◆ Your instructions: Images don't belong in the copy. Output the rest of the data exactly.

◆ Material provided:
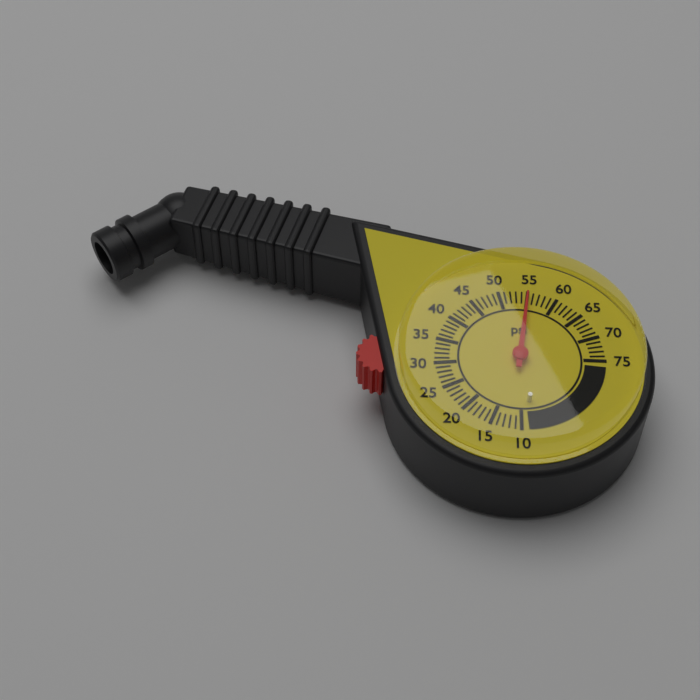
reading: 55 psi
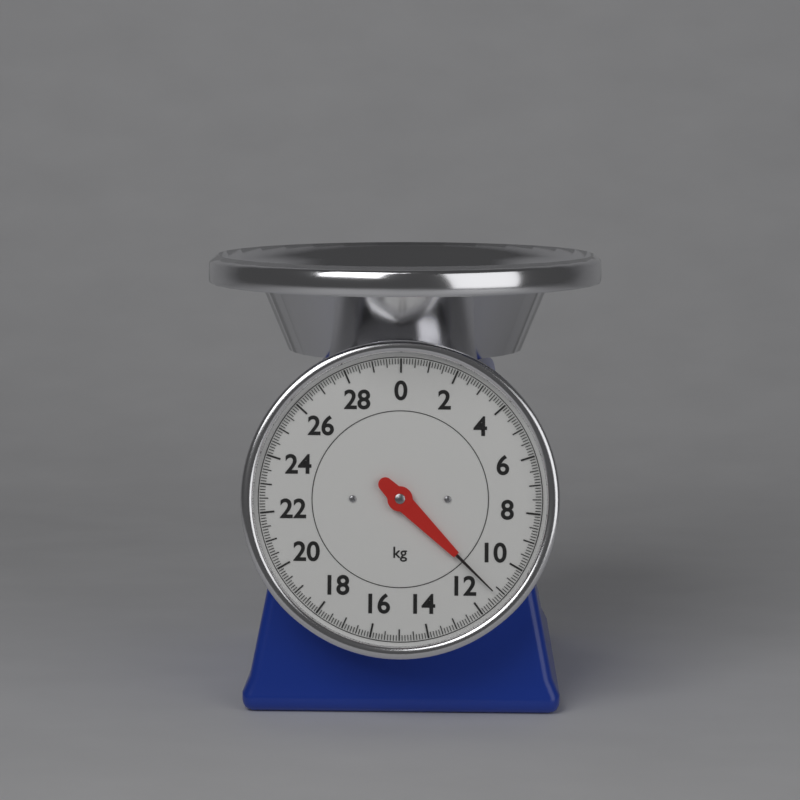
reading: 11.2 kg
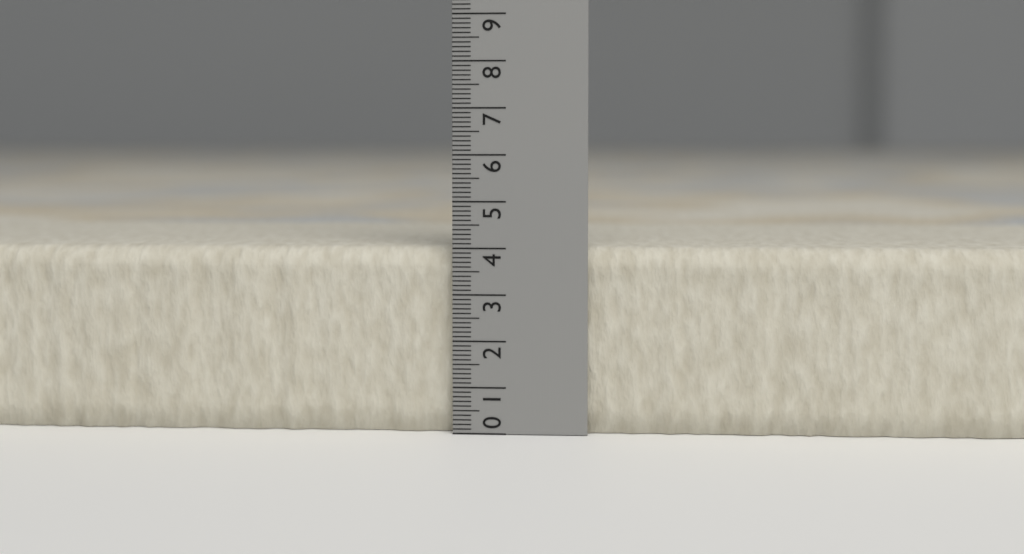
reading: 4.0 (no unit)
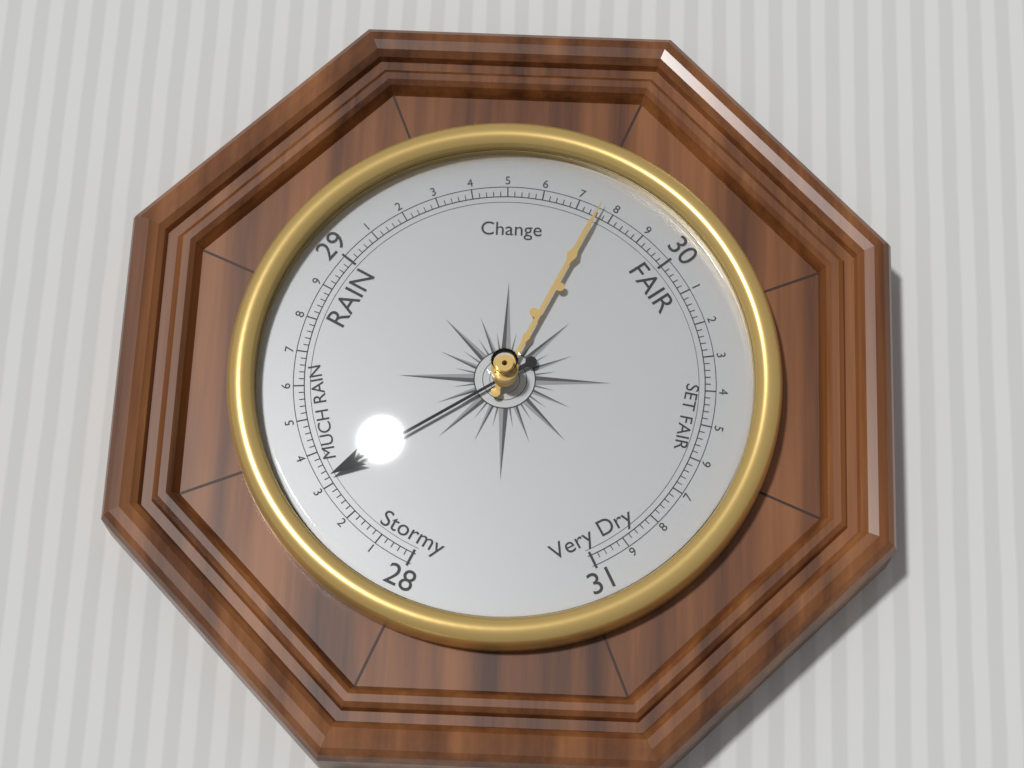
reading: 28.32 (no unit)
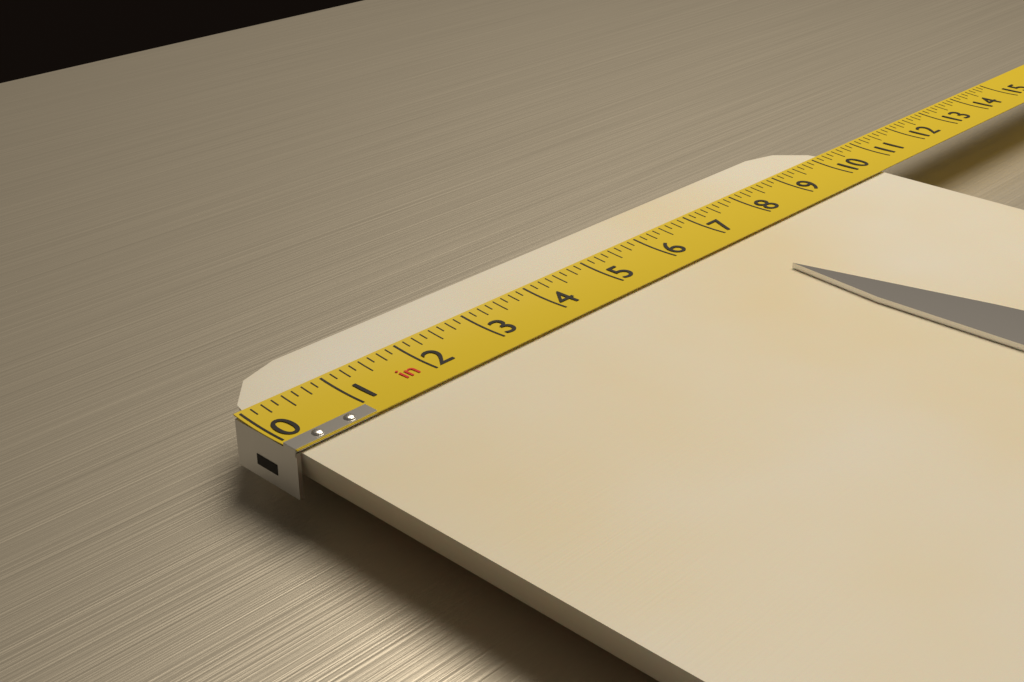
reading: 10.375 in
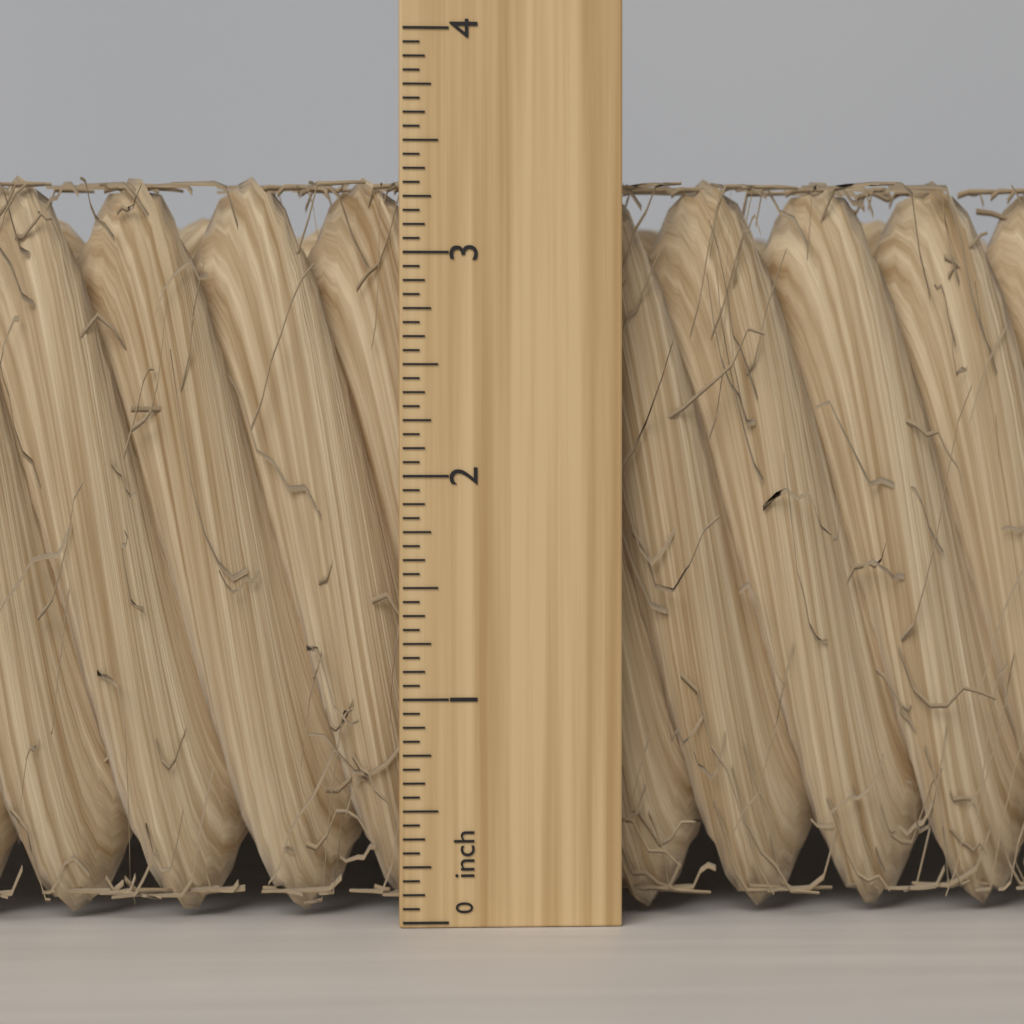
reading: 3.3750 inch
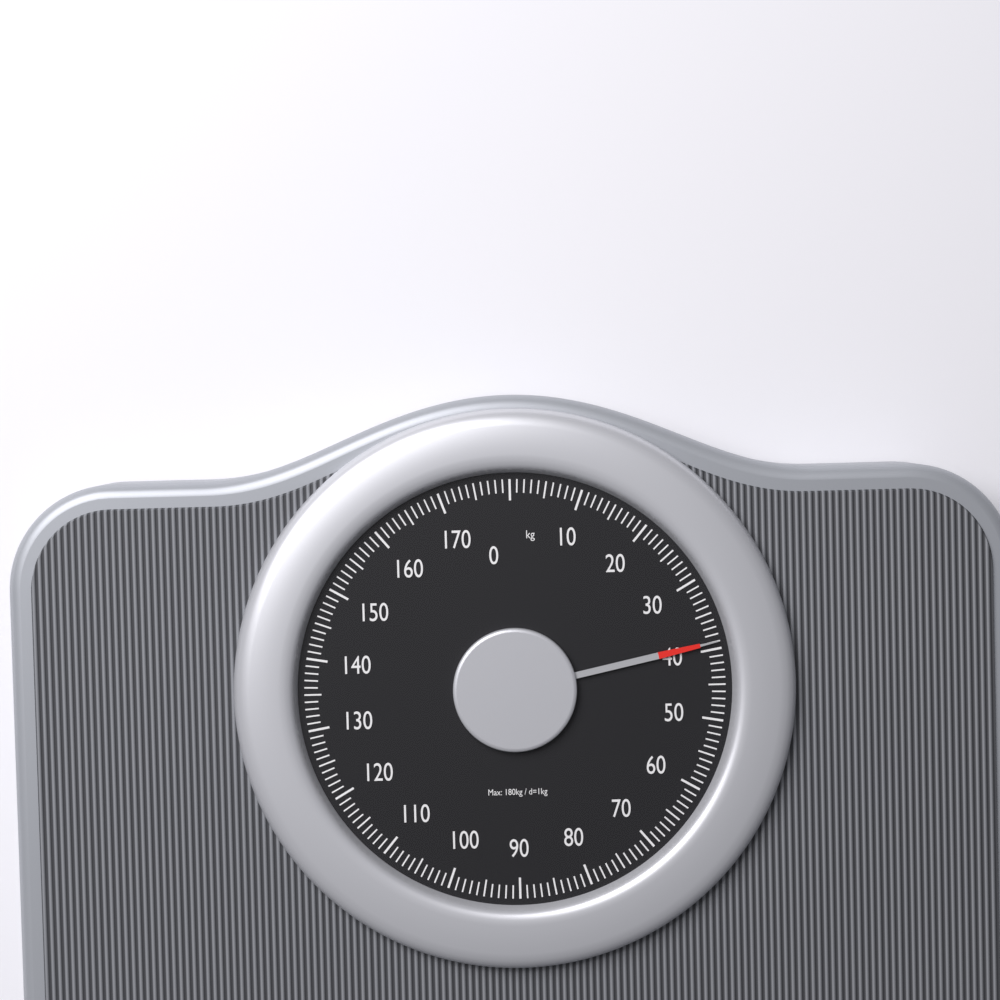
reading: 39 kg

◆ Result:
reading: 55 psi
reading: 11.2 kg
reading: 4.0 (no unit)
reading: 28.32 (no unit)
reading: 10.375 in
reading: 3.3750 inch
reading: 39 kg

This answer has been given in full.